The Good of Christian Diversity — Streams of Living Water (Foster) | Book Note

I believe God is a very big, very knowable, yet very unknowable God all at the same time. As I’ve explored the Christian faith, I’ve come to see that single denominations or branches have a hard time capturing the whole picture of the Christian spiritual experience; it’s hard to condense all of God’s traits and character into one denominational thread. This might be why we have so many branches and denominations because every few years someone comes along and says, “Hey, what about this aspect of God and the Christian experience,” as they have their Bibles open in front of them.

Now, I’ll say it’s unfortunate that we’ve had the splits. I believe it would be far better for us to be a unified whole. That said, I don’t see why we cannot be even with all the denominational nuances. I believe at the core of our split is a disability to listen to one another and validate the opinion of the one in front of us. A simple validation like this is not an agreement, it’s an openness to explore life with God together, neither one of us dominating the other, neither one us feeling like we need to be on the defensive or offensive because the rule of the day is Love. I do not think that relationships like this will end, as some propose, with people shaking heads in agreement as they go home at night, but in reality not really agreeing but feeling the impulse of the day to tolerate for the sake of toleration. No, toleration does not win the day. Toleration is still an abrasive phrase; it’s saying, “I’ll put up with you…” I think the greater good is seen in walking together, shaping one another through listening, and then not tolerating but loving one another. This becomes a hard thing for us because we need a ground, a rule, of what love is. This is revealed to us in Jesus Christ, who is the very subject of all of our Scriptures. So, love, then, seeks not to manipulate or coerce, but embrace. Toleration is not a true embrace, but a thorny one.

Here’s what made me think of all that:

Richard Foster in Streams of Living Water drives us along the road of seeing the beauty of six threads of Christian life and experience. They are:

  1. The Contemplative Tradition: The Prayer Filled life
  2. The Holiness Tradition: The Virtuous Life
  3. The Charismatic Tradition: The Spirit-Empowered Life
  4. The Social Justice Tradition: The Compassionate Life
  5. The Evangelical Tradition: The Word-Centered Life
  6. The Incarnational Tradition: The Sacramental Life

The book takes us on an adventure, seeing and sensing the beauties of who God is and how he has been with his people throughout Christian history. A very helpful part of each chapter is when Foster writes about the strengths that each of these six categories bring to the table, as well as the pitfalls. He masterfully helps us see that while we benefit from all of these traditions, abiding in one or two of them alone, without thought to the others, is a shortchanging of the fullness of life that God desires for us.

I recommend this read for anyone interested in Christian History but wanting to read about threads of God in operation instead of a linear day-by-day take.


- The task
Report, as a single number, how many lines of the records contain the word "pixels".

+ + + +

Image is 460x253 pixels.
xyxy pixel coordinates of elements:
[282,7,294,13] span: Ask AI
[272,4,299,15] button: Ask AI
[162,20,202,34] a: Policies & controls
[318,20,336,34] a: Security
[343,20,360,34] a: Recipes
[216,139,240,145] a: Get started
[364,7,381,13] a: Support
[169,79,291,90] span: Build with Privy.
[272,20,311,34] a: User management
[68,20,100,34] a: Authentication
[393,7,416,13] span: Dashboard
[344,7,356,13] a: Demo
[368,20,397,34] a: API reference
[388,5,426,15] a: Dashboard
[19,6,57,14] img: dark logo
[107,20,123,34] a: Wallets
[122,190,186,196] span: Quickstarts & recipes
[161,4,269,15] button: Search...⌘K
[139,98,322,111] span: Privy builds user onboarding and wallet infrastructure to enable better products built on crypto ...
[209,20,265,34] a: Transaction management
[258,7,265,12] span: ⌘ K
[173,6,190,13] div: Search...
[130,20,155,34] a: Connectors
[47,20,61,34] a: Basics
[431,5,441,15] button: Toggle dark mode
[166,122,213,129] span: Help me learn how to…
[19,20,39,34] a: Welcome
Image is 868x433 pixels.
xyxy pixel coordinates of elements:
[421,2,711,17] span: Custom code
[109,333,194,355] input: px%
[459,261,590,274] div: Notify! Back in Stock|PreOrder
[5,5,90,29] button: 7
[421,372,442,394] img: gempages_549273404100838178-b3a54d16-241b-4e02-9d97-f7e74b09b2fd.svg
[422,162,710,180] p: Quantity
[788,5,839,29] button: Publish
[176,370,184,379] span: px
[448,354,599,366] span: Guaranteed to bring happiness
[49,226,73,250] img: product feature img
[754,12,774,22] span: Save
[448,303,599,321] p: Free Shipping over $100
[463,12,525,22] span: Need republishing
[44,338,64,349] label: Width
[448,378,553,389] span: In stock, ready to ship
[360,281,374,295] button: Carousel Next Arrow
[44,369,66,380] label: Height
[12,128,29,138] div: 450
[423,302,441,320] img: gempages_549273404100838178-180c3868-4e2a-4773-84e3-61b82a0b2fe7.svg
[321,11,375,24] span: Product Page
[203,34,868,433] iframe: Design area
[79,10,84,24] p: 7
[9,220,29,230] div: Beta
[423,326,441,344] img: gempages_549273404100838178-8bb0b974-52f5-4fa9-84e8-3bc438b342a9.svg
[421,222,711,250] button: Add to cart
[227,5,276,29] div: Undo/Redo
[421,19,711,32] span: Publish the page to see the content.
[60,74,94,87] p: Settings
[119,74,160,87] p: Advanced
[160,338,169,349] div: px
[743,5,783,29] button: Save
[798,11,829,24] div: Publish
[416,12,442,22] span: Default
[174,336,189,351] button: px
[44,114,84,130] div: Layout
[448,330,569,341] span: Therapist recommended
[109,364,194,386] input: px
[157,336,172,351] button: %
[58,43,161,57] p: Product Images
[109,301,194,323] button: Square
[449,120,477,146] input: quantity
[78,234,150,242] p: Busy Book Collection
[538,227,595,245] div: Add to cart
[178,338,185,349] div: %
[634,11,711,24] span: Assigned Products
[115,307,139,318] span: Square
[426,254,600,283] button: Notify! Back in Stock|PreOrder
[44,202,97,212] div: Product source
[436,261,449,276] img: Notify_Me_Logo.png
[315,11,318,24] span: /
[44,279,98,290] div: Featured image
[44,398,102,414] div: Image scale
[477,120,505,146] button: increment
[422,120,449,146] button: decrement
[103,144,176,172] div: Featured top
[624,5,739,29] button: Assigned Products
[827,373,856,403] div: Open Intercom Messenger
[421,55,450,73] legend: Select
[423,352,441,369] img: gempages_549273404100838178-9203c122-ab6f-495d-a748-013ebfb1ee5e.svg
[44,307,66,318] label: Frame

+ + + +

- Your response
2